The success of privately funded systems can be evaluated by spreadsheet, while that of publicly funded systems must somehow be related to diffuse concepts such as the value of a human life or animal habitat, scientific progress, and national prosperity/security. Privately financed ventures commonly undergo a sequence of funding rounds or stages: seed money from individual investors (known as angels, increasingly organized into angel networks - see example of Space Angels Network in "company news" in the newsletter), followed by venture capital through funds that specialize in high-risk early-stage investments, on to mezzanine capital for companies that have proven their business models, and finally stock market funding through an acquisition or initial public offering.

The funding process demands increasing proof of ultimate success; each stage is a test for how well the company has reduced risk and improved its potential to be profitable.
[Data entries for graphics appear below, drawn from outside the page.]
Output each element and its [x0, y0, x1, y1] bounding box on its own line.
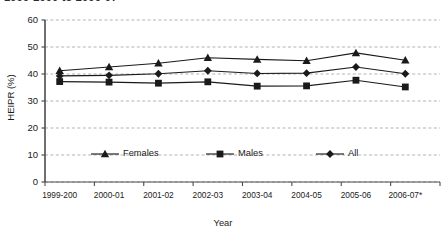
data-point-marker [352, 63, 360, 71]
data-point-marker [105, 71, 113, 79]
data-point-marker [402, 84, 409, 91]
y-tick-label: 50 [12, 42, 38, 52]
x-tick-label: 2006-07* [373, 190, 437, 200]
data-point-marker [303, 82, 310, 89]
x-axis-title: Year [0, 218, 446, 228]
y-tick-label: 60 [12, 15, 38, 25]
y-tick-label: 30 [12, 96, 38, 106]
y-tick-label: 0 [12, 177, 38, 187]
data-point-marker [155, 80, 162, 87]
data-point-marker [253, 70, 261, 78]
y-axis-title: HEIPR (%) [5, 62, 16, 134]
y-tick-label: 20 [12, 123, 38, 133]
data-series-group [55, 49, 409, 91]
data-point-marker [204, 78, 211, 85]
data-point-marker [155, 70, 163, 78]
y-tick-label: 10 [12, 150, 38, 160]
y-tick-label: 40 [12, 69, 38, 79]
legend-label-all: All [348, 148, 358, 158]
data-point-marker [401, 70, 409, 78]
x-tick-marks-group [45, 182, 440, 186]
legend-label-females: Females [123, 148, 159, 158]
data-point-marker [303, 69, 311, 77]
legend-label-males: Males [238, 148, 263, 158]
data-point-marker [352, 49, 360, 56]
data-point-marker [217, 151, 224, 158]
data-point-marker [254, 83, 261, 90]
data-point-marker [326, 150, 334, 158]
data-point-marker [353, 77, 360, 84]
chart-figure: 1999-2000 to 2006-07 0102030405060 1999-… [0, 0, 446, 234]
data-point-marker [106, 79, 113, 86]
data-point-marker [204, 67, 212, 75]
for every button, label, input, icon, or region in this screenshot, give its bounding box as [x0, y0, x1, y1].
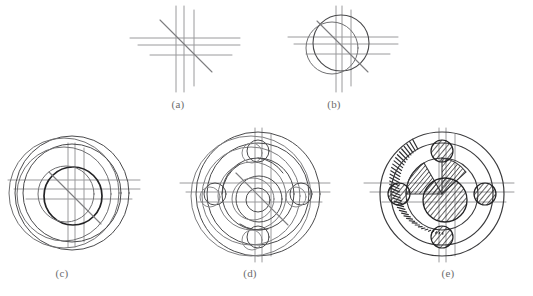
panel-caption-a: (a): [158, 98, 198, 110]
construction-sequence-svg: [0, 0, 533, 296]
panel-caption-d: (d): [230, 267, 270, 279]
panel-c-rim-and-bore: [8, 136, 140, 250]
panel-e-sectioned-view: [364, 128, 514, 262]
panel-caption-b: (b): [314, 98, 354, 110]
panel-a-construction-lines: [130, 6, 240, 92]
panel-b-offset-circles: [288, 6, 398, 92]
panel-a-diagonal: [160, 20, 212, 72]
technical-drawing-figure: (a) (b) (c) (d) (e): [0, 0, 533, 296]
panel-caption-c: (c): [42, 267, 82, 279]
panel-caption-e: (e): [428, 267, 468, 279]
panel-d-bolt-circle-layout: [180, 128, 330, 262]
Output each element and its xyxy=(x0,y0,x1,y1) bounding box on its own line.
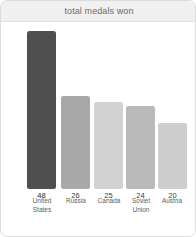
bar[interactable] xyxy=(158,123,187,189)
bar[interactable] xyxy=(126,106,155,189)
chart-header: total medals won xyxy=(1,1,196,22)
chart-title: total medals won xyxy=(1,1,196,21)
category-label: Austria xyxy=(149,197,195,206)
plot-area: 48 26 25 24 20 United States Russia Cana… xyxy=(1,22,196,237)
bar[interactable] xyxy=(61,96,90,189)
bar[interactable] xyxy=(94,102,123,189)
bar[interactable] xyxy=(27,31,56,189)
chart-card: total medals won 48 26 25 24 20 United xyxy=(0,0,196,237)
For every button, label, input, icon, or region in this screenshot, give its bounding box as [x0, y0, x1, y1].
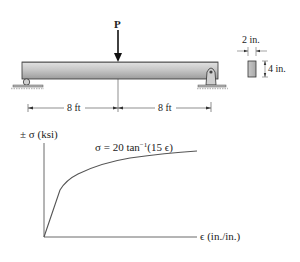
span-left-label: 8 ft [66, 103, 82, 113]
stress-strain-graph [44, 143, 197, 237]
load-arrow-icon [114, 30, 122, 62]
section-height-label: 4 in. [268, 64, 286, 74]
beam-problem-figure: P 8 ft 8 ft 2 in. 4 in. ± σ (ksi) σ = 20… [0, 0, 300, 262]
y-axis-label: ± σ (ksi) [20, 129, 58, 140]
equation-suffix: (15 ϵ) [147, 141, 173, 153]
section-width-label: 2 in. [242, 35, 260, 45]
load-label: P [114, 19, 121, 30]
equation-label: σ = 20 tan−1(15 ϵ) [95, 142, 173, 153]
span-right-label: 8 ft [157, 103, 173, 113]
span-dimension [28, 102, 211, 112]
roller-support-icon [11, 79, 44, 89]
x-axis-label: ϵ (in./in.) [200, 231, 240, 242]
equation-prefix: σ = 20 tan [95, 141, 140, 153]
cross-section [237, 47, 268, 77]
beam [22, 62, 218, 79]
stress-strain-curve [44, 151, 197, 237]
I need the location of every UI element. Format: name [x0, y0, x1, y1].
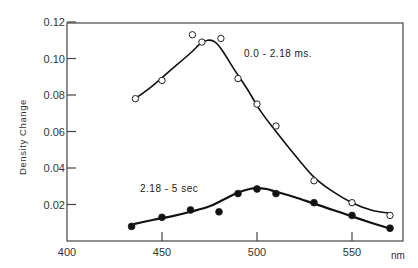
open-circle-point [218, 35, 224, 41]
filled-circle-point [349, 212, 356, 219]
y-tick-label: 0.10 [44, 53, 65, 65]
x-tick-label: 450 [153, 246, 171, 258]
filled-circle-point [128, 223, 135, 230]
annotation-open-series: 0.0 - 2.18 ms. [244, 48, 312, 59]
filled-circle-point [273, 190, 280, 197]
y-axis-label: Density Change [17, 99, 28, 175]
y-tick-label: 0.06 [44, 126, 65, 138]
x-axis-ticks: 400450500550 [58, 232, 361, 258]
open-circle-point [254, 101, 260, 107]
plot-frame [67, 23, 403, 241]
x-axis-unit-label: nm [391, 250, 405, 261]
y-tick-label: 0.04 [44, 162, 65, 174]
open-circle-point [189, 32, 195, 38]
y-tick-label: 0.08 [44, 89, 65, 101]
y-tick-label: 0.02 [44, 199, 65, 211]
open-circle-point [199, 39, 205, 45]
filled-circle-point [235, 190, 242, 197]
filled-circle-point [159, 214, 166, 221]
filled-circle-point [216, 208, 223, 215]
filled-circle-point [311, 199, 318, 206]
open-circle-point [159, 77, 165, 83]
open-circle-point [235, 75, 241, 81]
open-circle-point [311, 178, 317, 184]
open-circle-point [273, 123, 279, 129]
data-points [128, 32, 393, 232]
y-tick-label: 0.12 [44, 16, 65, 28]
filled-circle-point [254, 186, 261, 193]
filled-circle-point [187, 207, 194, 214]
open-circle-point [132, 95, 138, 101]
x-tick-label: 500 [248, 246, 266, 258]
fit-curve-filled-series [132, 188, 392, 229]
x-tick-label: 400 [58, 246, 76, 258]
annotation-filled-series: 2.18 - 5 sec [140, 183, 198, 194]
density-change-chart: 0.020.040.060.080.100.12 400450500550 De… [0, 0, 418, 268]
filled-circle-point [387, 225, 394, 232]
x-tick-label: 550 [343, 246, 361, 258]
open-circle-point [387, 212, 393, 218]
open-circle-point [349, 199, 355, 205]
y-axis-ticks: 0.020.040.060.080.100.12 [44, 16, 76, 211]
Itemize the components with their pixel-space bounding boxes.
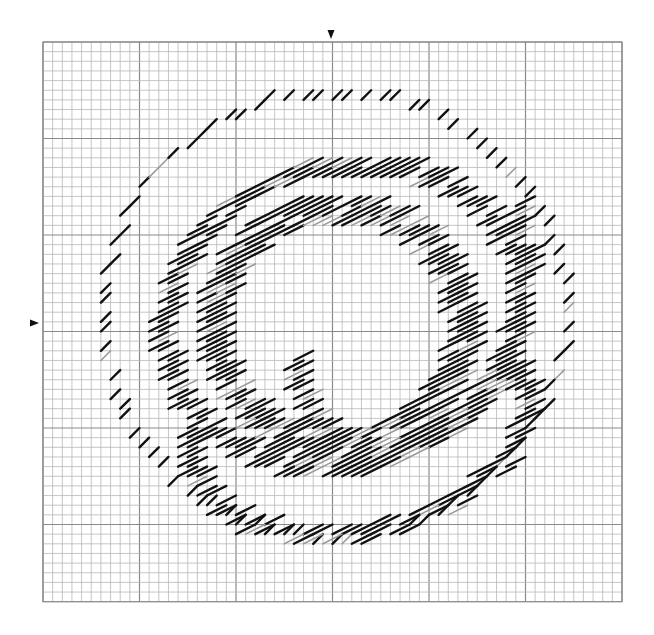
stitch-outer-ring xyxy=(120,206,130,216)
stitch-outer-ring xyxy=(168,476,178,486)
stitch-outer-ring xyxy=(545,216,555,226)
center-markers xyxy=(30,30,335,327)
stitch-layer xyxy=(101,90,574,544)
stitch-outer-ring xyxy=(207,496,217,506)
stitch-outer-ring xyxy=(342,90,352,100)
stitch-outer-ring xyxy=(168,148,178,158)
stitch-outer-ring xyxy=(554,245,564,255)
stitch-outer-ring xyxy=(226,110,236,120)
stitch-outer-ring xyxy=(111,235,121,245)
stitch-outer-ring xyxy=(120,399,130,409)
stitch-outer-ring xyxy=(197,129,207,139)
stitch-outer-ring xyxy=(554,370,564,380)
stitch-outer-ring xyxy=(564,322,574,332)
stitch-outer-ring xyxy=(101,312,111,322)
stitch-outer-ring xyxy=(477,139,487,149)
stitch-outer-ring xyxy=(419,100,429,110)
stitch-outer-ring xyxy=(535,206,545,216)
stitch-outer-ring xyxy=(140,438,150,448)
stitch-outer-ring xyxy=(111,370,121,380)
stitch-outer-ring xyxy=(439,110,449,120)
stitch-outer-ring xyxy=(207,119,217,129)
stitch-outer-ring xyxy=(197,496,207,506)
stitch-outer-ring xyxy=(333,90,343,100)
stitch-outer-ring xyxy=(294,525,304,535)
stitch-outer-ring xyxy=(554,351,564,361)
stitch-outer-ring xyxy=(545,235,555,245)
stitch-outer-ring xyxy=(120,409,130,419)
stitch-outer-ring xyxy=(101,264,111,274)
stitch-outer-ring xyxy=(188,486,198,496)
stitch-outer-ring xyxy=(130,196,140,206)
stitch-outer-ring xyxy=(265,90,275,100)
stitch-outer-ring xyxy=(516,177,526,187)
stitch-outer-ring xyxy=(101,351,111,361)
stitch-outer-ring xyxy=(149,167,159,177)
stitch-outer-ring xyxy=(111,254,121,264)
stitch-outer-ring xyxy=(448,119,458,129)
center-row-arrow-icon xyxy=(30,320,39,327)
stitch-outer-ring xyxy=(497,158,507,168)
stitch-outer-ring xyxy=(564,293,574,303)
stitch-outer-ring xyxy=(130,428,140,438)
stitch-outer-ring xyxy=(101,322,111,332)
stitch-outer-ring xyxy=(361,90,371,100)
stitch-outer-ring xyxy=(120,225,130,235)
stitch-outer-ring xyxy=(554,264,564,274)
stitch-outer-ring xyxy=(188,139,198,149)
stitch-outer-ring xyxy=(564,274,574,284)
stitch-outer-ring xyxy=(304,90,314,100)
stitch-outer-ring xyxy=(410,100,420,110)
center-column-arrow-icon xyxy=(328,30,335,39)
stitch-outer-ring xyxy=(101,341,111,351)
stitch-outer-ring xyxy=(101,283,111,293)
stitch-outer-ring xyxy=(381,90,391,100)
stitch-outer-ring xyxy=(111,389,121,399)
stitch-outer-ring xyxy=(526,187,536,197)
stitch-outer-ring xyxy=(487,148,497,158)
stitch-outer-ring xyxy=(342,534,352,544)
stitch-outer-ring xyxy=(390,90,400,100)
stitch-outer-ring xyxy=(545,399,555,409)
stitch-outer-ring xyxy=(236,110,246,120)
stitch-outer-ring xyxy=(506,167,516,177)
stitch-outer-ring xyxy=(545,380,555,390)
stitch-chart xyxy=(0,0,654,635)
stitch-outer-ring xyxy=(255,100,265,110)
stitch-outer-ring xyxy=(140,177,150,187)
stitch-outer-ring xyxy=(313,90,323,100)
stitch-outer-ring xyxy=(526,418,536,428)
stitch-outer-ring xyxy=(468,129,478,139)
stitch-outer-ring xyxy=(159,457,169,467)
stitch-outer-ring xyxy=(564,303,574,313)
stitch-outer-ring xyxy=(101,293,111,303)
stitch-outer-ring xyxy=(564,341,574,351)
stitch-outer-ring xyxy=(149,447,159,457)
stitch-outer-ring xyxy=(159,158,169,168)
stitch-outer-ring xyxy=(284,90,294,100)
stitch-outer-ring xyxy=(419,515,429,525)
Like a funnel, the process ingests many potential good ideas and eliminates all but the best. Could the same model be applied to publicly-funded systems? Organizations such as In-Q-Tel in the intelligence community have indeed attempted to do this. Do public-private partnerships, including those used for remote sensing projects such as NGA's NextView and Germany's TerraSAR, represent the best or the worst of each model? Perhaps we will not know for some time, but achieving the right balance of public and private financing is likely to be a key contributor to remote sensing's success.